Saturday, February 26, 2011
What Are Best Friends For?
Some best friends take you shopping when you’re feeling bad and they bring you chocolate. Mine gave me the “eye” and told me to get over it. Being a life-long Cher fan, I’m just lucky she didn’t slap me across the face now and then and scream “Snap out of it!”. I say that, I may have just opened myself up to a rude awakening next time Jeannie catches me in a mood.
There are women out in this giant and wonderful world who climb corporate ladders, close multi-million dollar deals, create and maintain enormous budgets and hire and fire employees when necessary. Other great and powerful women run for office, run an office, write for syndicated columns (had to add that) and some are law enforcement agents, senators, who are always in the public eye or splashed across headlines in newspapers - - or on Nancy Grace selling their new book which will certainly forever change the way the world operates. Other women, other great women work hard behind the scenes, setting things up, getting things ready, and being there when we need them -- this is my best friend. Sometime back in the 1980‘s Jeannie felt a call to help children. It was a call that led her to her current position of educator, teacher, supervisor, and ultimate child care-giver at a fabulous Oklahoma City based facility called appropriately, Special Care. Working with minor to severe handicapped and/or challenged children comes incredibly easily to this woman, she almost makes it look as if she had given birth to the hundreds of kids I have personally witnessed her ministering to. It literally begs the question “what would they do without her?”
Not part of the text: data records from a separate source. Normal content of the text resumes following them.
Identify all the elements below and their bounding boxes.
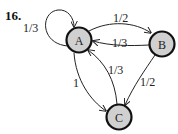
problem-number: 16. [5, 8, 21, 23]
edge-label-a-c: 1 [73, 76, 79, 90]
node-b-label: B [158, 38, 166, 52]
node-c-label: C [115, 111, 123, 125]
edge-label-a-b: 1/2 [113, 11, 128, 25]
edge-label-a-a: 1/3 [23, 21, 38, 35]
edge-label-b-c: 1/2 [140, 75, 155, 89]
edge-label-b-a: 1/3 [112, 36, 127, 50]
node-a: A [67, 28, 92, 53]
node-a-label: A [75, 34, 84, 48]
state-diagram: 16. 1/3 1/2 1/3 1 1/3 1/2 A B C [0, 0, 178, 134]
edge-a-b [89, 24, 151, 33]
node-b: B [150, 32, 175, 57]
edge-label-c-a: 1/3 [108, 63, 123, 77]
node-c: C [107, 105, 132, 130]
edge-c-a [88, 50, 117, 104]
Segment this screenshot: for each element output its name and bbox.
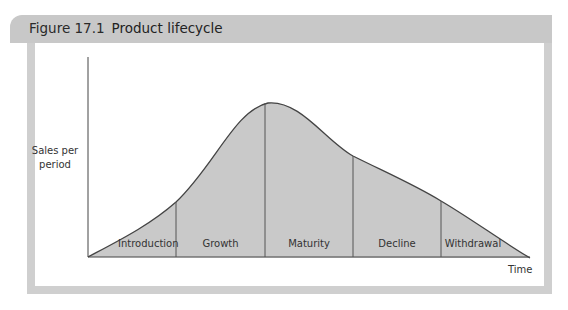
- stage-label-introduction: Introduction: [118, 238, 176, 249]
- stage-label-decline: Decline: [353, 238, 441, 249]
- y-axis-label-line2: period: [30, 158, 80, 172]
- lifecycle-diagram: [0, 0, 568, 310]
- stage-label-growth: Growth: [176, 238, 265, 249]
- y-axis-label: Sales per period: [30, 144, 80, 172]
- lifecycle-curve-area: [88, 103, 530, 258]
- y-axis-label-line1: Sales per: [30, 144, 80, 158]
- stage-label-maturity: Maturity: [265, 238, 353, 249]
- stage-label-withdrawal: Withdrawal: [441, 238, 505, 249]
- x-axis-label: Time: [508, 264, 532, 275]
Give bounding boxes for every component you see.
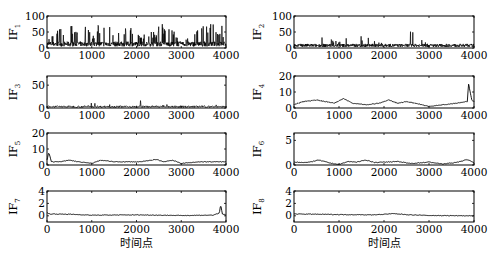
if4-line <box>294 84 474 106</box>
x-tick-label: 4000 <box>461 223 488 235</box>
chart-panel-if6: 0100020003000400005IF6 <box>251 133 487 178</box>
chart-panel-if4: 0100020003000400001020IF4 <box>251 70 487 122</box>
y-axis-label: IF7 <box>7 198 22 214</box>
x-tick-label: 3000 <box>168 166 195 178</box>
x-tick-label: 1000 <box>326 49 353 61</box>
y-tick-label: 0 <box>38 42 45 54</box>
x-tick-label: 3000 <box>168 49 195 61</box>
y-tick-label: 4 <box>38 185 45 197</box>
y-tick-label: 50 <box>32 26 45 38</box>
y-tick-label: 50 <box>32 79 45 91</box>
y-axis-label: IF8 <box>251 198 266 214</box>
x-tick-label: 1000 <box>78 223 105 235</box>
y-axis-label: IF5 <box>7 141 22 157</box>
axes-frame <box>294 16 474 48</box>
x-tick-label: 4000 <box>213 109 240 121</box>
x-tick-label: 0 <box>44 223 51 235</box>
x-tick-label: 0 <box>291 223 298 235</box>
if2-line <box>294 32 474 47</box>
x-tick-label: 3000 <box>416 166 443 178</box>
y-tick-label: 100 <box>25 10 45 22</box>
if5-line <box>47 154 226 164</box>
x-tick-label: 4000 <box>461 49 488 61</box>
chart-panel-if5: 0100020003000400001020IF5 <box>7 127 239 179</box>
axes-frame <box>294 191 474 222</box>
x-tick-label: 2000 <box>371 223 398 235</box>
x-tick-label: 2000 <box>371 49 398 61</box>
axes-frame <box>47 191 226 222</box>
if1-line <box>47 24 226 46</box>
y-tick-label: 0 <box>285 159 292 171</box>
chart-panel-if8: 01000200030004000024IF8时间点 <box>251 185 487 251</box>
y-tick-label: 2 <box>38 197 45 209</box>
x-tick-label: 1000 <box>78 109 105 121</box>
x-tick-label: 1000 <box>78 49 105 61</box>
x-tick-label: 2000 <box>123 166 150 178</box>
y-tick-label: 0 <box>285 102 292 114</box>
y-tick-label: 20 <box>279 70 292 82</box>
y-axis-label: IF1 <box>7 24 22 40</box>
x-tick-label: 1000 <box>78 166 105 178</box>
axes-frame <box>47 76 226 108</box>
x-tick-label: 4000 <box>213 49 240 61</box>
x-tick-label: 2000 <box>123 109 150 121</box>
y-axis-label: IF4 <box>251 83 266 100</box>
y-axis-label: IF3 <box>7 84 22 100</box>
y-tick-label: 4 <box>285 185 292 197</box>
y-tick-label: 0 <box>38 102 45 114</box>
chart-panel-if2: 01000200030004000050100IF2 <box>251 10 487 62</box>
x-axis-label: 时间点 <box>368 237 401 250</box>
axes-frame <box>294 76 474 108</box>
y-tick-label: 50 <box>279 26 292 38</box>
x-axis-label: 时间点 <box>120 237 153 250</box>
x-tick-label: 4000 <box>461 109 488 121</box>
x-tick-label: 3000 <box>416 223 443 235</box>
y-tick-label: 20 <box>32 127 45 139</box>
chart-panel-if1: 01000200030004000050100IF1 <box>7 10 239 62</box>
y-tick-label: 0 <box>38 209 45 221</box>
if8-line <box>294 213 474 216</box>
x-tick-label: 3000 <box>416 49 443 61</box>
chart-panel-if3: 01000200030004000050IF3 <box>7 76 239 121</box>
y-tick-label: 0 <box>285 209 292 221</box>
x-tick-label: 3000 <box>168 223 195 235</box>
x-tick-label: 4000 <box>461 166 488 178</box>
x-tick-label: 1000 <box>326 223 353 235</box>
y-tick-label: 10 <box>32 143 45 155</box>
y-axis-label: IF6 <box>251 140 266 157</box>
if-components-figure: 01000200030004000050100IF101000200030004… <box>0 0 491 257</box>
if7-line <box>47 206 226 215</box>
y-axis-label: IF2 <box>251 24 266 40</box>
x-tick-label: 4000 <box>213 166 240 178</box>
y-tick-label: 10 <box>279 86 292 98</box>
x-tick-label: 1000 <box>326 109 353 121</box>
chart-panel-if7: 01000200030004000024IF7时间点 <box>7 185 239 251</box>
y-tick-label: 0 <box>285 42 292 54</box>
y-tick-label: 0 <box>38 159 45 171</box>
y-tick-label: 2 <box>285 197 292 209</box>
x-tick-label: 1000 <box>326 166 353 178</box>
y-tick-label: 100 <box>272 10 292 22</box>
x-tick-label: 3000 <box>168 109 195 121</box>
axes-frame <box>47 133 226 165</box>
y-tick-label: 5 <box>285 134 292 146</box>
x-tick-label: 4000 <box>213 223 240 235</box>
x-tick-label: 2000 <box>123 223 150 235</box>
x-tick-label: 2000 <box>371 109 398 121</box>
x-tick-label: 3000 <box>416 109 443 121</box>
x-tick-label: 2000 <box>123 49 150 61</box>
x-tick-label: 2000 <box>371 166 398 178</box>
For me the question is moot. I don’t have to ever worry about being without my best friend even if we are geographically challenged for now. Jeannie has finally learned from her daughters Julie and Kristen how to set up and use her Facebook account! No worries, right? I can even get her to post a picture with just the slightest of instruction, she’s really coming along. To be honest with you Jeannie and I were instant soul-mates. I know I am taking a chance at embarrassing her by saying this, but it won’t be the first time; Jeannie and I were literally forced into our relationship as besties when her best friend and my best friend walked off together from the cafeteria table we were perched at on that first day of school. My sophomore year, her senior year, just the two of us alone but together - alone. I think it went something like this: “Hi, I’m Jude. I like the Bee Gees” to which she answered “Oh, yeah, OK I’m Jeannie and I like Barry the best.” Liking Barry the best, and telling me so was key to everything - I was a Maurice Gibb fan. We were both Oklahoma Sooner fans, so that was all it took to seal the deal. Maybe it took two or three more minutes of discussion for it to happen, but we both realized our friends weren’t coming back for us. We were stuck there in teenage hell at school but at least we had each other. That was August 22, 1978. Those two other friends never returned to claim us. Jeannie and I are best friends.
It may seem trite or simple for me to make the decision to interview my best friend for one of my first articles with Women’s Radio, and I assure you it was an easy decision. I wanted you to know Jeannie and to get the opportunity to celebrate her along with thoughts, prayers, and memories of your own best friend. It was an awesome experience to sit on my couch watching crime shows with her, texting sarcastic remarks about which CSI character would or wouldn’t do what they just did in public. If there’s one thing we do really well its texting and being rude to each other at the expense of television reality show character, an opposing football team, or in most cases a real life criminal being exposed on Headline News. Every day Jeannie and I text for hours - our way of keeping in touch. Sitting on the couch I asked her through phone messages what her ideal job would be, what her goals were, what she thought were some of the biggest highlights of her life. She knew she was being interviewed so she told me to do what I do best and just embellish! WHAT? WHAT, me, embellish? OK -- I thought I’d tell my readers about the time Jeannie broke into the Whitehouse before it was popular to do so, and how she danced with the President - - but it never happened. Jeannie’s most memorable moments involve watching a child without the ability to speak give their parents a sign saying they were loved. She helped a kid without legs skateboard, she moved a family once in the freezing cold weather because they’d lost their power and their child, her student, couldn’t be without electricity -- I half way expected her to say her goals were world peace and for all the animals to find homes where they could be safe. I wanted to slap her! If all the goals and aspirations my best friend have weren’t true or weren’t real, I may have suddenly become a Cher fan too; but they are -- that is WHO she really is.
Jeannie has it all really. She may not know it, but she does. She is loved by her family, she has a good home, a good job, a really cute car, and a dog that thinks she bakes treats just for her. Oh, and she has a really super cool best friend who loves to watch football with her and text rude and inappropriate things every night - - she really is THAT cool.